In many years with SharePoint portal projects I've seen my share of good, solid product deliveries. I've also seen my share of epic failures. Regardless of setting, scope, resources, or other "stuff" there is one common factor that if present, ensures success, or if absent, guarantees failure. That factor is purpose.
We can talk all day long about capacity plans, extensibility, governance, or taxonomy. But if there is no reason for the users to use the portal in the first place, the implementation is nothing but a qualified exercise of installation. For a portal project to achieve any level of success, it must have some claim to value within the organization's environment. A good project team can engineer around poor capacity plans, technical limitations, governance gaps, and weak taxonomy. But you can't engineer around "uselessness."
On the other hand, a portal that has day one “usefulness” will attract (as opposed to force) users; driving adoption; and easing the later stages of implementation (the dreaded training!). From that I’ve coined the phrase “purpose driven portal.” And, thanks to a certain pop-book, do feel free to accept or reject a certain ring of religiousness there. After all, knowledge and information management are sort of the “religion” of the organization when you think about it.
Portals are the manifestation of an organization's information management processes (in whole or part, you take what you can). While I avoid trying to stake a claim within that rarified air of "knowledge management," yes that does come with the meal. Regardless, the reason portals sound so appealing to organizations in the first place is the promise of facilitating the IM process areas.
Unfortunately, we often see those IM processes mentioned in conjunction with scope statements like "... help with document management..." or "...allow project collaboration..." Fairly ambiguous functionality declarations, almost as if shuffling documents around the workspace is the whole reason the organization exists! With no specific reason for users to be “on” the portal, there is no driver to pull them out of the “file-share to email-attachment” mode of operation. And in short order, the IT department then has yet another “enterprise resource” to maintain which is not even close to any ROI figures quoted in the initial concept layout.
I would argue that IM processes should be the easiest for an organization to map out. After all, this “information” is the “stuff” by which the organization earns its pay (or whatever the pile of goodies at the end of the day is). But perhaps as with our own personal foibles in life, the closer one is to the process, the harder it is to articulate what the process is. So it is up to the SharePoint implementers in many situations to better define, refine, or even drag out those processes.
Over the span of a few posts here, I’ll explore some tactics, techniques and procedures for defining, refining, and, as needed, dragging the processes out of conversations during the early stages of SharePoint implementation.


Transcribe the data that follows in full. Leave out the pictures.

* **Input data**
^^^^^^^^

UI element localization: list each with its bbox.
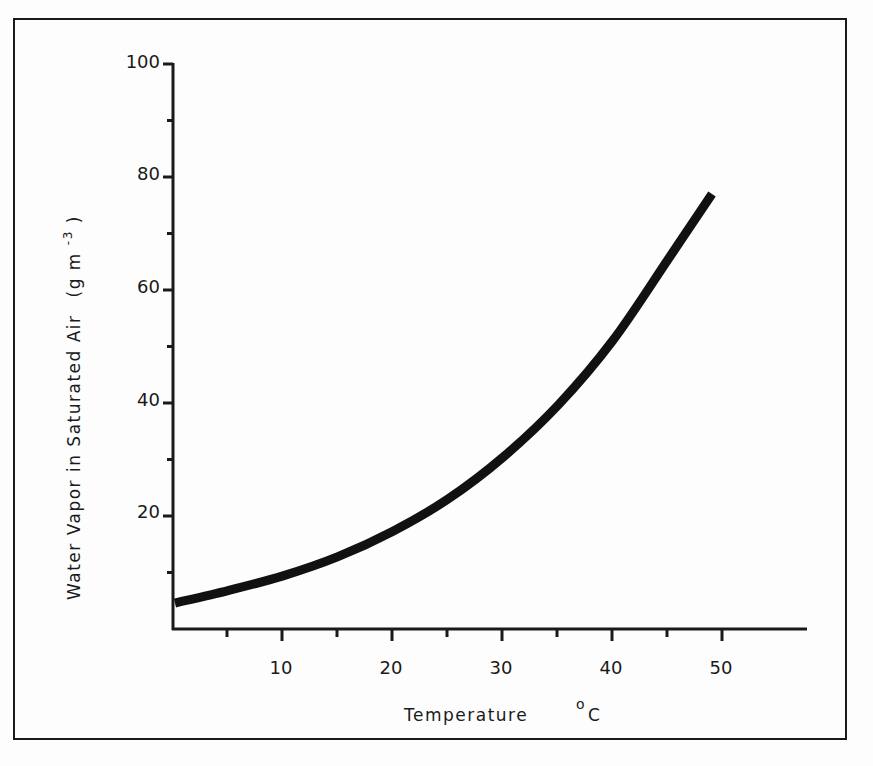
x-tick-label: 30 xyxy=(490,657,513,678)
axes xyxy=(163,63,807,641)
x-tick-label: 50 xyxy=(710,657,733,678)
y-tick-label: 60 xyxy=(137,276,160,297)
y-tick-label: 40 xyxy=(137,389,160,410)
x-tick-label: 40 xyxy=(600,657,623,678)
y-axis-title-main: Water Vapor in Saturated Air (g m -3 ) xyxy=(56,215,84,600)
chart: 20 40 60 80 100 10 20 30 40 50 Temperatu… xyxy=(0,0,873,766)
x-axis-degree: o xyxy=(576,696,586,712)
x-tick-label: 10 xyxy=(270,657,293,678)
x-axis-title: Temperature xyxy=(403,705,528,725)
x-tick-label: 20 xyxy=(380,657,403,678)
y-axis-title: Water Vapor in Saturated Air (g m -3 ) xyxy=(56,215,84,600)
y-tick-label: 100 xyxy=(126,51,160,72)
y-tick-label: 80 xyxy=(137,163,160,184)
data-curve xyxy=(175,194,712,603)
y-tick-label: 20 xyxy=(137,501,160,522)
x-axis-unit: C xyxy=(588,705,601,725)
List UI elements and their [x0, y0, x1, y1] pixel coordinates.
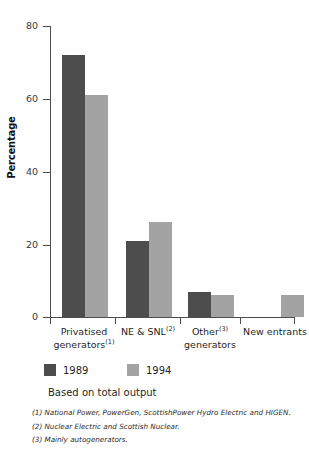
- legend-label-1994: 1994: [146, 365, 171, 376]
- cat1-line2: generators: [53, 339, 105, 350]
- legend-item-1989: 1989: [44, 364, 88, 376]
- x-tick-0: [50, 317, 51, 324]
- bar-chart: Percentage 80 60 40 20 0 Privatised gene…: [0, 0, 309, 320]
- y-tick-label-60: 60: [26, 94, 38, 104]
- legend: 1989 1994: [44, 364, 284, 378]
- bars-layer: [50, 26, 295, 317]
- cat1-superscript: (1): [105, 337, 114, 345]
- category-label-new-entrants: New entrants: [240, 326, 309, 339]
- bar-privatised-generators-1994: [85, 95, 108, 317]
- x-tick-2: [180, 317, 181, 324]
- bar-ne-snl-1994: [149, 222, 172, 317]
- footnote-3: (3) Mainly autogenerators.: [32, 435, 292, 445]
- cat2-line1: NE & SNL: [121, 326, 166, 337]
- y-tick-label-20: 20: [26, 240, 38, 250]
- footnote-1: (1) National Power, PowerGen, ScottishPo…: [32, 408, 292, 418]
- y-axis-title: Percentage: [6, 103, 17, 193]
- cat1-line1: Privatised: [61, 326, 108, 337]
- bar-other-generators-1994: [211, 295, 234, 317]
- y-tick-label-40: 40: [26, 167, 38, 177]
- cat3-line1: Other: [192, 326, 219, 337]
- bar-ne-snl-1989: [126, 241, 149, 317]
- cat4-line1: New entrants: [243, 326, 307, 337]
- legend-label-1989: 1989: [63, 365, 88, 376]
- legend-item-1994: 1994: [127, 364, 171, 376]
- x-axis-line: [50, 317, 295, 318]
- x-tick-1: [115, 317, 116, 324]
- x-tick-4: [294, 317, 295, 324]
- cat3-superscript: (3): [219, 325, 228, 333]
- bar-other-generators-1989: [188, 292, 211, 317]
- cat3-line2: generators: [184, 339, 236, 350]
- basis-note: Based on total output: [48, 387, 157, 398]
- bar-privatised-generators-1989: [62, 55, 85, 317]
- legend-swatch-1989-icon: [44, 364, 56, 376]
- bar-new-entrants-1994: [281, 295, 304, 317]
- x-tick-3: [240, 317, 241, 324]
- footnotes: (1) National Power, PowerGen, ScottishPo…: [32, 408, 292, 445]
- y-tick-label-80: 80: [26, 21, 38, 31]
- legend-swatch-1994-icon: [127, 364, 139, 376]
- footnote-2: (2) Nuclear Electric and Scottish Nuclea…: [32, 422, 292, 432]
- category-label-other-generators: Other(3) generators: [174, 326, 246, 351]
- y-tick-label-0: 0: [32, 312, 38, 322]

^^^^^^^^

* **Answer**
UI element localization: list each with its bbox.
x-tick-label: 30 xyxy=(490,657,513,678)
axes xyxy=(163,63,807,641)
x-tick-label: 50 xyxy=(710,657,733,678)
y-tick-label: 60 xyxy=(137,276,160,297)
y-tick-label: 40 xyxy=(137,389,160,410)
x-tick-label: 40 xyxy=(600,657,623,678)
y-axis-title-main: Water Vapor in Saturated Air (g m -3 ) xyxy=(56,215,84,600)
chart: 20 40 60 80 100 10 20 30 40 50 Temperatu… xyxy=(0,0,873,766)
x-axis-degree: o xyxy=(576,696,586,712)
x-tick-label: 10 xyxy=(270,657,293,678)
x-axis-title: Temperature xyxy=(403,705,528,725)
x-tick-label: 20 xyxy=(380,657,403,678)
y-axis-title: Water Vapor in Saturated Air (g m -3 ) xyxy=(56,215,84,600)
y-tick-label: 100 xyxy=(126,51,160,72)
y-tick-label: 80 xyxy=(137,163,160,184)
data-curve xyxy=(175,194,712,603)
y-tick-label: 20 xyxy=(137,501,160,522)
x-axis-unit: C xyxy=(588,705,601,725)
List UI elements and their [x0, y0, x1, y1] pixel coordinates.
- legend-label-1994: 1994: [146, 365, 171, 376]
- cat1-line2: generators: [53, 339, 105, 350]
- legend-item-1989: 1989: [44, 364, 88, 376]
- x-tick-0: [50, 317, 51, 324]
- bar-chart: Percentage 80 60 40 20 0 Privatised gene…: [0, 0, 309, 320]
- y-tick-label-60: 60: [26, 94, 38, 104]
- legend: 1989 1994: [44, 364, 284, 378]
- bars-layer: [50, 26, 295, 317]
- cat1-superscript: (1): [105, 337, 114, 345]
- category-label-new-entrants: New entrants: [240, 326, 309, 339]
- bar-privatised-generators-1994: [85, 95, 108, 317]
- x-tick-2: [180, 317, 181, 324]
- bar-ne-snl-1994: [149, 222, 172, 317]
- footnote-3: (3) Mainly autogenerators.: [32, 435, 292, 445]
- cat2-line1: NE & SNL: [121, 326, 166, 337]
- y-tick-label-20: 20: [26, 240, 38, 250]
- footnote-1: (1) National Power, PowerGen, ScottishPo…: [32, 408, 292, 418]
- y-axis-title: Percentage: [6, 103, 17, 193]
- cat1-line1: Privatised: [61, 326, 108, 337]
- bar-other-generators-1994: [211, 295, 234, 317]
- y-tick-label-40: 40: [26, 167, 38, 177]
- cat3-line1: Other: [192, 326, 219, 337]
- bar-ne-snl-1989: [126, 241, 149, 317]
- cat4-line1: New entrants: [243, 326, 307, 337]
- legend-label-1989: 1989: [63, 365, 88, 376]
- legend-item-1994: 1994: [127, 364, 171, 376]
- x-axis-line: [50, 317, 295, 318]
- x-tick-1: [115, 317, 116, 324]
- x-tick-4: [294, 317, 295, 324]
- cat3-superscript: (3): [219, 325, 228, 333]
- bar-other-generators-1989: [188, 292, 211, 317]
- cat3-line2: generators: [184, 339, 236, 350]
- basis-note: Based on total output: [48, 387, 157, 398]
- bar-privatised-generators-1989: [62, 55, 85, 317]
- legend-swatch-1989-icon: [44, 364, 56, 376]
- bar-new-entrants-1994: [281, 295, 304, 317]
- x-tick-3: [240, 317, 241, 324]
- footnotes: (1) National Power, PowerGen, ScottishPo…: [32, 408, 292, 445]
- y-tick-label-80: 80: [26, 21, 38, 31]
- legend-swatch-1994-icon: [127, 364, 139, 376]
- footnote-2: (2) Nuclear Electric and Scottish Nuclea…: [32, 422, 292, 432]
- category-label-other-generators: Other(3) generators: [174, 326, 246, 351]
- y-tick-label-0: 0: [32, 312, 38, 322]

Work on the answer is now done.